The
Anti-Counterfeiting Trade Agreement (
ACTA) is a proposed
plurilateral agreement for the purpose of establishing international standards on
intellectual property rights enforcement.
The scope of ACTA includes
counterfeit goods,
generic medicines and
copyright infringement on the
Internet.
Both the Bush administration and the Obama administration had rejected requests to make the text of ACTA public, with the White House saying that disclosure would cause "damage to the national security."
[76] In 2009, Knowledge Ecology International filed a FOIA (
Freedom of Information Act) request in the United States, but their entire request was denied. The Office of the United States Trade Representative's Freedom of Information office stated the request was withheld for being material "properly classified in the interest of national security."
[77] US Senators
Bernie Sanders (I-VT) and
Sherrod Brown (D-OH) penned a letter on 23 November 2009, asking the United States Trade Representative to make the text of the ACTA public.
[78]
An open letter signed by many organizations, including
Consumers International,
EDRi (27 European civil rights and privacy NGOs), the
Free Software Foundation (FSF), the Electronic Frontier Foundation (EFF), ASIC (French trade association for web 2.0 companies), and the
Free Knowledge Institute (FKI), states that "the current draft of ACTA would profoundly restrict the fundamental rights and freedoms of European citizens, most notably the freedom of expression and communication privacy."
[58] The
Free Software Foundation argues that ACTA will create a culture of surveillance and suspicion.
[59] Aaron Shaw, Research Fellow at the
Berkman Center for Internet & Society at
Harvard University, argues that "ACTA would create unduly harsh legal standards that do not reflect contemporary principles of democratic government, free market exchange, or civil liberties. Even though the precise terms of ACTA remain undecided, the negotiants' preliminary documents reveal many troubling aspects of the proposed agreement" such as removing "legal safeguards that protect Internet Service Providers from liability for the actions of their subscribers" in effect giving ISPs no option but to comply with privacy invasions. Shaw further says that "[ACTA] would also facilitate privacy violations by trademark and copyright holders against private citizens suspected of infringement activities without any sort of legal due process".
[60]
The Free Software Foundation (FSF) has published "Speak out against ACTA", stating that the ACTA threatens free software by creating a culture "in which the freedom that is required to produce free software is seen as dangerous and threatening rather than creative, innovative, and exciting."
[59] ACTA would also require that existing ISPs no longer host free software that can access copyrighted media; this would substantially affect many sites that offer free software or host software projects such as
SourceForge. Specifically the FSF argues that ACTA will make it more difficult and expensive to distribute free software via
file sharing and
P2P technologies like
BitTorrent, which are currently used to distribute large amounts of free software. The FSF also argues that ACTA will make it harder for users of free operating systems to play non-free media because
DRM protected media would not be legally playable with free software.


(GOAL OF THE EXERCISE): Would you transcribe the records below exactly, omitting every picture?

(MATERIAL FOR THIS TASK):
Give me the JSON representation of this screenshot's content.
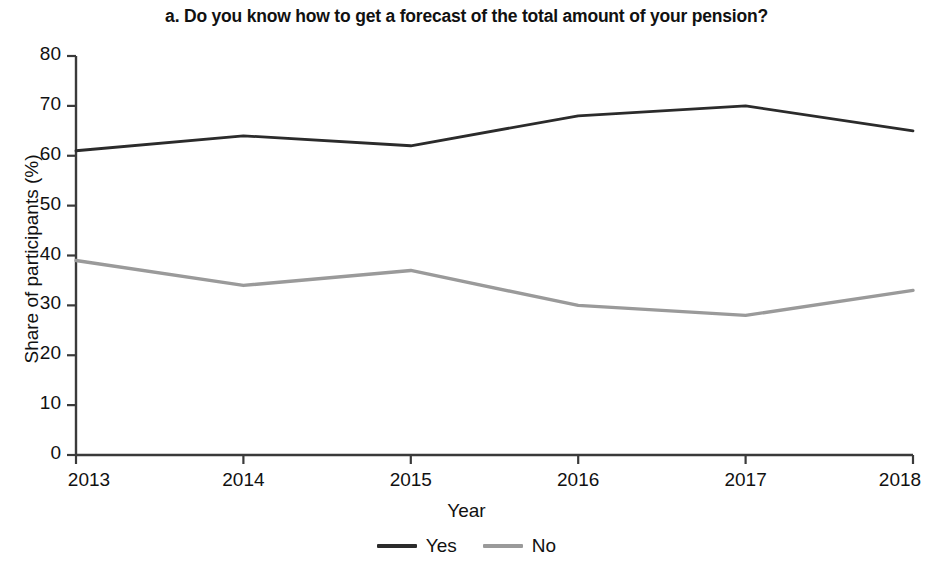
{
  "chart_data": {
    "type": "line",
    "title": "a. Do you know how to get a forecast of the total amount of your pension?",
    "subtitle": "",
    "xlabel": "Year",
    "ylabel": "Share of participants (%)",
    "categories": [
      "2013",
      "2014",
      "2015",
      "2016",
      "2017",
      "2018"
    ],
    "x": [
      2013,
      2014,
      2015,
      2016,
      2017,
      2018
    ],
    "series": [
      {
        "name": "Yes",
        "values": [
          61,
          64,
          62,
          68,
          70,
          65
        ],
        "color": "#2b2b2b"
      },
      {
        "name": "No",
        "values": [
          39,
          34,
          37,
          30,
          28,
          33
        ],
        "color": "#9a9a9a"
      }
    ],
    "ylim": [
      0,
      80
    ],
    "xlim": [
      2013,
      2018
    ],
    "yticks": [
      0,
      10,
      20,
      30,
      40,
      50,
      60,
      70,
      80
    ],
    "ytick_labels": [
      "0",
      "10",
      "20",
      "30",
      "40",
      "50",
      "60",
      "70",
      "80"
    ],
    "xtick_labels": [
      "2013",
      "2014",
      "2015",
      "2016",
      "2017",
      "2018"
    ],
    "grid": false,
    "legend_position": "bottom",
    "legend_entries": [
      "Yes",
      "No"
    ]
  },
  "legend": {
    "items": [
      {
        "label": "Yes",
        "color": "#2b2b2b"
      },
      {
        "label": "No",
        "color": "#9a9a9a"
      }
    ]
  },
  "axis": {
    "axis_color": "#3a3a3a"
  }
}
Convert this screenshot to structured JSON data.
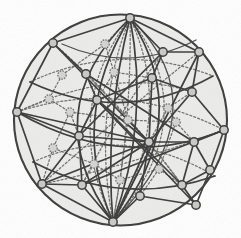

(ANSWER SPACE):
Give me the JSON representation of this screenshot's content.
{
  "chart_data": {
    "type": "line",
    "title": "a. Do you know how to get a forecast of the total amount of your pension?",
    "subtitle": "",
    "xlabel": "Year",
    "ylabel": "Share of participants (%)",
    "categories": [
      "2013",
      "2014",
      "2015",
      "2016",
      "2017",
      "2018"
    ],
    "x": [
      2013,
      2014,
      2015,
      2016,
      2017,
      2018
    ],
    "series": [
      {
        "name": "Yes",
        "values": [
          61,
          64,
          62,
          68,
          70,
          65
        ],
        "color": "#2b2b2b"
      },
      {
        "name": "No",
        "values": [
          39,
          34,
          37,
          30,
          28,
          33
        ],
        "color": "#9a9a9a"
      }
    ],
    "ylim": [
      0,
      80
    ],
    "xlim": [
      2013,
      2018
    ],
    "yticks": [
      0,
      10,
      20,
      30,
      40,
      50,
      60,
      70,
      80
    ],
    "ytick_labels": [
      "0",
      "10",
      "20",
      "30",
      "40",
      "50",
      "60",
      "70",
      "80"
    ],
    "xtick_labels": [
      "2013",
      "2014",
      "2015",
      "2016",
      "2017",
      "2018"
    ],
    "grid": false,
    "legend_position": "bottom",
    "legend_entries": [
      "Yes",
      "No"
    ]
  },
  "legend": {
    "items": [
      {
        "label": "Yes",
        "color": "#2b2b2b"
      },
      {
        "label": "No",
        "color": "#9a9a9a"
      }
    ]
  },
  "axis": {
    "axis_color": "#3a3a3a"
  }
}
Convert this screenshot to structured JSON data.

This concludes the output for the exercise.